Blake collaborates on NSF grant to develop next-generation risk assessment tools using big data analytics

Catherine Blake
Catherine Blake, Professor and Associate Dean for Academic Affairs
Zahra Mohaghegh
Zahra Mohaghegh, Affiliate Assistant Professor

GSLIS Associate Professor Catherine Blake is a co-principal investigator on a newly announced, five-year National Science Foundation (NSF) grant, “A Big Data-Theoretic Approach to Quantify Organizational Failure Mechanisms in Probabilistic Risk Assessment.” Led by Zahra Mohaghegh, assistant professor in the Department of Nuclear, Plasma, and Radiological Engineering at Illinois, the $899,000 project is funded by two NSF programs: Science of Organizations (SoO) and Big Data Science and Engineering (BIGDATA).

In analyzing many of the world’s most catastrophic events, such as the Chernobyl nuclear accident, the Deepwater Horizon oil spill, or the Space Shuttle Challenger disaster, it is often found that the leadership and structure of an organization plays a key part in the event’s unfolding. This project aims to use computational approaches to better evaluate how the culture of an organization impacts the possibility of disaster. While this project will look specifically at nuclear power plants, the methodology is also applicable for other high-risk industries, including aviation, healthcare, oil and gas.

“Catastrophic events such as Fukushima have made it clear that the capability of integrating physical and social causes of failure into a socio-technical modeling framework is the future of risk analysis,” said Mohaghegh.

Mohaghegh, an expert in risk assessment, has teamed with Blake, an expert in text mining and data analysis, and Professor Cheri Ostroff, an expert in organizational behavior from the University of South Australia.

“We often lean on language to describe uncertainty and risk, particularly in an organizational setting,” said Blake. “This project will enable us to extend models that capture how scientists manage ostensible inconsistencies in an industrial setting. Moreover, the combination of semantic and probabilistic representations of uncertainty are ultimately required to accurately assess risk and reason about uncertainty in both science and industry.”

Blake’s research explores how to synthesize evidence from text. Her current projects include a project on socio-technical data analytics (SODA) funded by the Institute of Museum and Library Services, and a joint project with the US Department of Veterans Affairs that explores how people make sense of big data. This project also extends earlier work from a NSF project on evidence-based discovery. Blake holds a courtesy appointment in Medical Information Science and serves as Associate Director for the Center of Informatics in Science and Scholarship (CIRSS).

Mohaghegh, a GSLIS-affiliated faculty member, leads the Socio-Technical Risk Analysis (SoTeRiA) Laboratory research group at Illinois. The SoTeRiA Laboratory has been creating a transdisciplinary platform to further risk analysis technology that will contribute to a safer and more sustainable world. Established in January 2013, the dedicated work of the SoTeRiA Laboratory team has resulted in successfully advancing the use of risk analysis for the improvement of performance and safety in high consequence industries, thus protecting workers, the public, and the environment.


* **WHAT IS BEING ASKED**
Search the records for the string "cases", then copy each line that has it.

* **INFORMATION**
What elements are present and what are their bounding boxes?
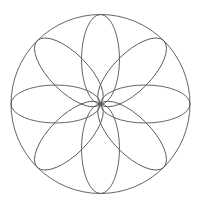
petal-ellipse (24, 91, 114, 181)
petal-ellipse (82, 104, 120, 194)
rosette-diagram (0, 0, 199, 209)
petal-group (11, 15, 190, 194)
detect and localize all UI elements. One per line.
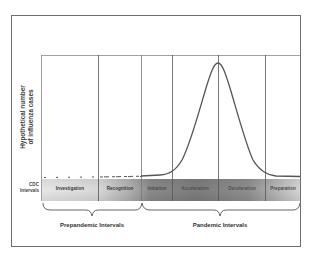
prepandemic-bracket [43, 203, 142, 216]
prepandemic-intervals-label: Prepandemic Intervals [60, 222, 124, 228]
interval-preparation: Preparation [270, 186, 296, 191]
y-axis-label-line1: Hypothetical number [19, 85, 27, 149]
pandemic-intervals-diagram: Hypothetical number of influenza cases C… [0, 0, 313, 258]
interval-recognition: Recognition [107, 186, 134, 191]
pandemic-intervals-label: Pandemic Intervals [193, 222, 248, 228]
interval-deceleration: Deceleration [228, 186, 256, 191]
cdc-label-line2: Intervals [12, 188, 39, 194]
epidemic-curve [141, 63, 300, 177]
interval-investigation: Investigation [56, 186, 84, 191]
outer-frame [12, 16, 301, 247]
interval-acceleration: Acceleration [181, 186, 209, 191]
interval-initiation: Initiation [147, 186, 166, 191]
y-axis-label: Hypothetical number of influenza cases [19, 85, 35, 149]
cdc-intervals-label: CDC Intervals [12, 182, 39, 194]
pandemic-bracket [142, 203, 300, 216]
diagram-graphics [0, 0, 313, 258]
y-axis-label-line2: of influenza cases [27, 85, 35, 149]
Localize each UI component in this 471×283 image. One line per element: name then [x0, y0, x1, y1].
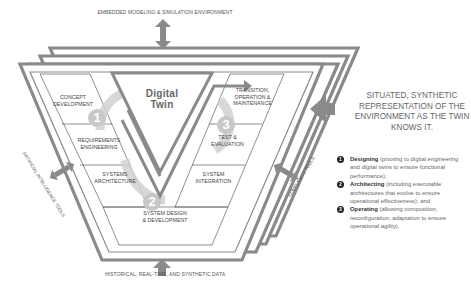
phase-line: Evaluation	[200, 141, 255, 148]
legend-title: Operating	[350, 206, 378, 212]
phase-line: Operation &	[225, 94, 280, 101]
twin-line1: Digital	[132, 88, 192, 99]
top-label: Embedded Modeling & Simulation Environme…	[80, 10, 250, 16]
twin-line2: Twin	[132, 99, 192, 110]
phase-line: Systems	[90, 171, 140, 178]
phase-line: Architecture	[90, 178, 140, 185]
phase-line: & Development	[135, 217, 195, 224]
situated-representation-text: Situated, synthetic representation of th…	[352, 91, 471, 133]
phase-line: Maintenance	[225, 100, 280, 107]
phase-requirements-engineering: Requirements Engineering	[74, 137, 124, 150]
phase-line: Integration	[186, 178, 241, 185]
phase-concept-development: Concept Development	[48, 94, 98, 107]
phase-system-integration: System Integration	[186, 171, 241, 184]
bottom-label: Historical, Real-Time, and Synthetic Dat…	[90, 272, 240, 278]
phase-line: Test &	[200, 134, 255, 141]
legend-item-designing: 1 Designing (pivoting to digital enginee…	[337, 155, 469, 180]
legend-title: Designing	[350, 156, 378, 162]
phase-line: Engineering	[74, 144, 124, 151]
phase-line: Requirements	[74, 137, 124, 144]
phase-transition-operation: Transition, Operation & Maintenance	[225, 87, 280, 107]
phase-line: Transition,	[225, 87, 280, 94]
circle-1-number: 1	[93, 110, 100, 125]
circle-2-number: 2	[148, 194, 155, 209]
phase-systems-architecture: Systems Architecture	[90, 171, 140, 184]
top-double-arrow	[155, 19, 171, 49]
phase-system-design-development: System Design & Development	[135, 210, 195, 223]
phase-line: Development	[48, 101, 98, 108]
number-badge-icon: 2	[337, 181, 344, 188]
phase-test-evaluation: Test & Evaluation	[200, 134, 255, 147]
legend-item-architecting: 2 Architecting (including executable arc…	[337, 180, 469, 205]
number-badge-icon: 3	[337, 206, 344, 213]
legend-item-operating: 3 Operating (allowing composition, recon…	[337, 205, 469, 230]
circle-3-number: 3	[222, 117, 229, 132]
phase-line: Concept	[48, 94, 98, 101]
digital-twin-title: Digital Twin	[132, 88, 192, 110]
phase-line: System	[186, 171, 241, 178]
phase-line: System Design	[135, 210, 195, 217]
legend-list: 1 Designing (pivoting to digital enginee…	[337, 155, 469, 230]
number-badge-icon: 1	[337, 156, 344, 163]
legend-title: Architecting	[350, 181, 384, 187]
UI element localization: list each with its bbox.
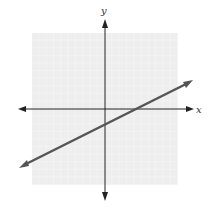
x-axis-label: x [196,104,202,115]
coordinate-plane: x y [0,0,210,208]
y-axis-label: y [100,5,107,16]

* **WRITTEN ANSWER**
pandemic-intervals-diagram: Hypothetical number of influenza cases C… [0, 0, 313, 258]
y-axis-label: Hypothetical number of influenza cases [19, 85, 35, 149]
y-axis-label-line2: of influenza cases [27, 85, 35, 149]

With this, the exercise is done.